My Tainted Blood In My Tainted Blood, a true story, the author hides to avoid capture during WWII. In the book the author, a German Jew teenager, has to hide himself and his loved ones to avoid capture during WWII. This 400 page tuner is based on the true-life story of Hubert C. Kueter. My Tainted Blood follows Hubert as […]
In Charles Shay’s book, Project Omaha Beach, he recounts his Maine Indian Heritage as well as war experiences. The following article and photos appeared in the BDN, By Robert F. Bukaty, May 23, 2014: You can’t help but notice the large red and white wooden teepee just after you cross the bridge over the Penobscot River onto Indian Island. It’s […]
My family and ancestors have lived, hunted and fished along Maine’s seacoast and in the valley of the Penobscot River since the Ice Age. Migrating between the coast and inland forests, they paddled bark canoes on rivers, across lakes and along salt-water bays, pausing to set up camp for a few weeks or months at a time. One of my forefathers was Chief Madockawando who camped seasonally at the headwaters of the Bagaduce (now called Walker Pond), just a few miles from Eggemoggin Reach. One of his daughters, my foremother Pidianiske, married young French military officer Jean-Vincent d’Abbadie, who was stationed at Fort Pentagoet toward the end of the 17th century. This French colonial stronghold stood at a strategic location […]
Polar Bear & Company has been printing quality books and art since 1997 in Solon, Central Maine. Vision: We strive to enhance the quality of life through literature and art. Mission: To give well-intentioned, creative people avenues for their words, wisdom, wit and other talents so they can reach individuals to make stronger communities. Democracy flourishes when creativity is allowed freedom of expression. We publish books and produce art to open one’s imagination and to inspire.
More than half of Maine has never been settled and lies in what is called the Unorganized Territories, millions of acres of quasi-wilderness. Add to this the thousands of farms that have grown back to woods since the Civil War, and you have the most forested state, percentage wise, in the United States. But the “uninterrupted forest” that Henry David […]
In 1884 Republican James G. Blaine came within 1,047 votes of becoming the President of the United States. This was the margin by which he lost New York State—and thus the election—to Grover Cleveland in what has been called “the dirtiest campaign in American history.” Yet his career—arguably the most sensational of any American politician of the so-called Gilded Age—did […]
by Neil Rolde From its earliest beginnings, the land that became Maine produced adventurous inhabitants who went outside its boundaries to do interesting things that sometimes made them famous or even infamous. The inspiration for this book came from the tiny Pacific island of Kosrae in Micronesia, where Brewer native and Bangor Theological Seminary graduate the Reverend Galen Snow converted all of the natives to Christianity, and Portlander Harry Skillins left a record as a vicious pirate and who sired a line of descendants by native women.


Aim of the exercise => Select all lines in the records that include "gebaur".

Data records:
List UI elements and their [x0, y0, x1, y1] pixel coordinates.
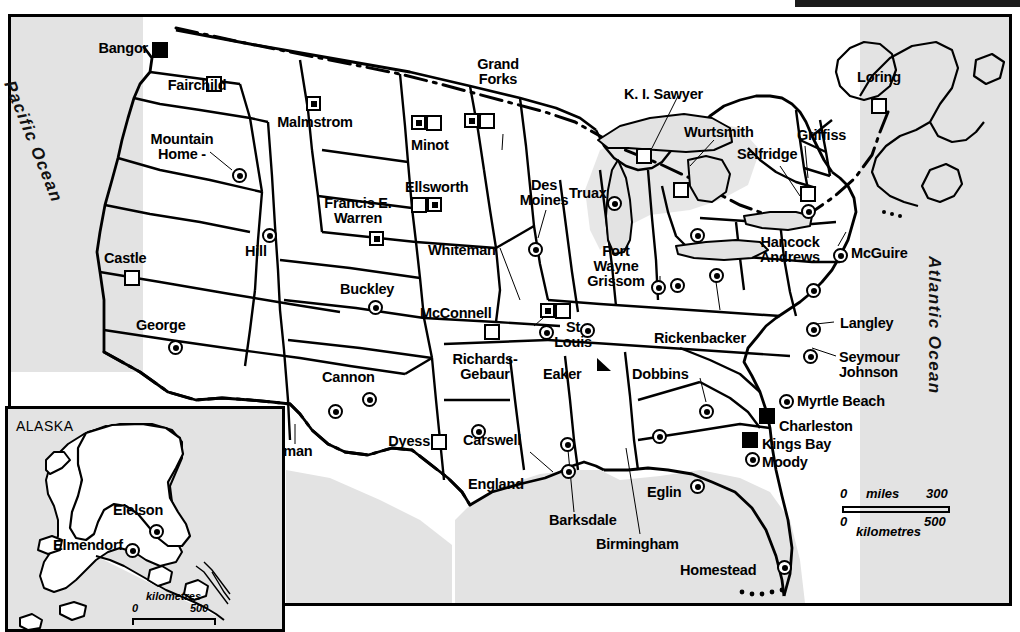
symbol-mountain-home[interactable]	[232, 168, 247, 183]
symbol-elmendorf[interactable]	[125, 543, 140, 558]
symbol-pair-minot[interactable]	[411, 115, 442, 131]
symbol-wurtsmith[interactable]	[673, 182, 689, 198]
label-dyess: Dyess	[388, 434, 430, 449]
label-homestead: Homestead	[680, 563, 756, 578]
label-birmingham: Birmingham	[596, 537, 679, 552]
label-carswell: Carswell	[463, 433, 521, 448]
symbol-charleston[interactable]	[759, 408, 775, 424]
symbol-castle[interactable]	[124, 270, 140, 286]
symbol-moody[interactable]	[745, 452, 760, 467]
label-fort-wayne-grissom: Fort Wayne Grissom	[587, 244, 644, 288]
label-eglin: Eglin	[647, 485, 681, 500]
symbol-ohio-north[interactable]	[690, 228, 705, 243]
label-whiteman: Whiteman	[428, 243, 496, 258]
symbol-pair-st-louis-area[interactable]	[540, 303, 571, 319]
symbol-pair-ellsworth[interactable]	[411, 197, 442, 213]
symbol-grissom-a[interactable]	[651, 280, 666, 295]
symbol-eaker[interactable]	[597, 358, 611, 371]
symbol-buckley[interactable]	[368, 300, 383, 315]
symbol-homestead[interactable]	[777, 560, 792, 575]
label-francis-e-warren: Francis E. Warren	[324, 196, 391, 226]
label-cannon: Cannon	[322, 370, 375, 385]
label-mcguire: McGuire	[851, 246, 908, 261]
symbol-fort-wayne[interactable]	[709, 268, 724, 283]
label-selfridge: Selfridge	[737, 147, 797, 162]
map-page: Pacific Ocean Atlantic Ocean	[0, 0, 1020, 632]
symbol-seymour-johnson[interactable]	[803, 349, 818, 364]
scale-bar-km	[842, 506, 950, 513]
symbol-loring[interactable]	[871, 98, 887, 114]
symbol-ellsworth-missile[interactable]	[427, 197, 442, 212]
symbol-malmstrom[interactable]	[306, 96, 321, 111]
symbol-stlouis-missile[interactable]	[540, 303, 555, 318]
alaska-scale-bar-line	[132, 618, 216, 625]
label-malmstrom: Malmstrom	[277, 115, 353, 130]
symbol-minot-afb[interactable]	[426, 115, 442, 131]
symbol-truax[interactable]	[607, 196, 622, 211]
atlantic-ocean-label: Atlantic Ocean	[924, 256, 944, 395]
symbol-eielson[interactable]	[149, 524, 164, 539]
symbol-pair-grand-forks[interactable]	[464, 113, 495, 129]
label-castle: Castle	[104, 251, 146, 266]
scale-miles-unit: miles	[866, 486, 899, 501]
label-rickenbacker: Rickenbacker	[654, 331, 746, 346]
symbol-hill[interactable]	[262, 228, 277, 243]
label-seymour-johnson: Seymour Johnson	[839, 350, 900, 380]
symbol-bangor[interactable]	[152, 42, 168, 58]
label-des-moines: Des Moines	[520, 178, 569, 208]
symbol-ellsworth-afb[interactable]	[411, 197, 427, 213]
symbol-hancock-andrews[interactable]	[806, 283, 821, 298]
symbol-dyess[interactable]	[431, 434, 447, 450]
symbol-mcguire[interactable]	[833, 248, 848, 263]
symbol-grissom-b[interactable]	[670, 278, 685, 293]
label-england: England	[468, 477, 524, 492]
symbol-rickenbacker[interactable]	[806, 322, 821, 337]
label-wurtsmith: Wurtsmith	[684, 125, 754, 140]
scale-km-min: 0	[840, 514, 847, 529]
symbol-mcconnell[interactable]	[484, 324, 500, 340]
label-richards-gebaur: Richards- Gebaur	[452, 352, 517, 382]
label-griffiss: Griffiss	[797, 128, 846, 143]
symbol-stlouis-afb[interactable]	[555, 303, 571, 319]
label-eielson: Eielson	[113, 503, 163, 518]
symbol-barksdale[interactable]	[561, 464, 576, 479]
map-scale-bar: 0 miles 300 0 kilometres 500	[838, 486, 960, 542]
symbol-minot-missile[interactable]	[411, 115, 426, 130]
label-ellsworth: Ellsworth	[405, 180, 468, 195]
label-loring: Loring	[857, 70, 901, 85]
label-george: George	[136, 318, 186, 333]
symbol-myrtle-beach[interactable]	[779, 394, 794, 409]
symbol-francis-e-warren[interactable]	[369, 231, 384, 246]
symbol-kings-bay[interactable]	[742, 432, 758, 448]
label-minot: Minot	[411, 138, 449, 153]
alaska-scale-max: 500	[190, 602, 208, 614]
symbol-grand-forks-afb[interactable]	[479, 113, 495, 129]
coast-detail-dots	[882, 210, 902, 218]
symbol-richards-gebaur[interactable]	[539, 325, 554, 340]
symbol-holloman[interactable]	[328, 404, 343, 419]
symbol-george[interactable]	[168, 340, 183, 355]
symbol-dobbins[interactable]	[699, 404, 714, 419]
symbol-grand-forks-missile[interactable]	[464, 113, 479, 128]
symbol-birmingham[interactable]	[652, 429, 667, 444]
label-hill: Hill	[245, 244, 267, 259]
label-kings-bay: Kings Bay	[762, 437, 831, 452]
alaska-scale-min: 0	[132, 602, 138, 614]
label-bangor: Bangor	[98, 41, 148, 56]
scale-km-unit: kilometres	[856, 524, 921, 539]
symbol-selfridge[interactable]	[801, 204, 816, 219]
symbol-whiteman[interactable]	[528, 242, 543, 257]
symbol-ki-sawyer[interactable]	[636, 148, 652, 164]
symbol-eglin[interactable]	[690, 479, 705, 494]
label-truax: Truax	[569, 186, 607, 201]
symbol-cannon[interactable]	[362, 392, 377, 407]
label-charleston: Charleston	[779, 419, 853, 434]
alaska-inset-title: ALASKA	[16, 418, 73, 434]
label-dobbins: Dobbins	[632, 367, 689, 382]
symbol-england[interactable]	[560, 437, 575, 452]
symbol-griffiss[interactable]	[800, 186, 816, 202]
label-hancock-andrews: Hancock Andrews	[760, 235, 820, 265]
label-fairchild: Fairchild	[168, 78, 227, 93]
label-langley: Langley	[840, 316, 893, 331]
label-myrtle-beach: Myrtle Beach	[797, 394, 885, 409]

Finished exercise =>
label-richards-gebaur: Richards- Gebaur	[452, 352, 517, 382]
symbol-richards-gebaur[interactable]	[539, 325, 554, 340]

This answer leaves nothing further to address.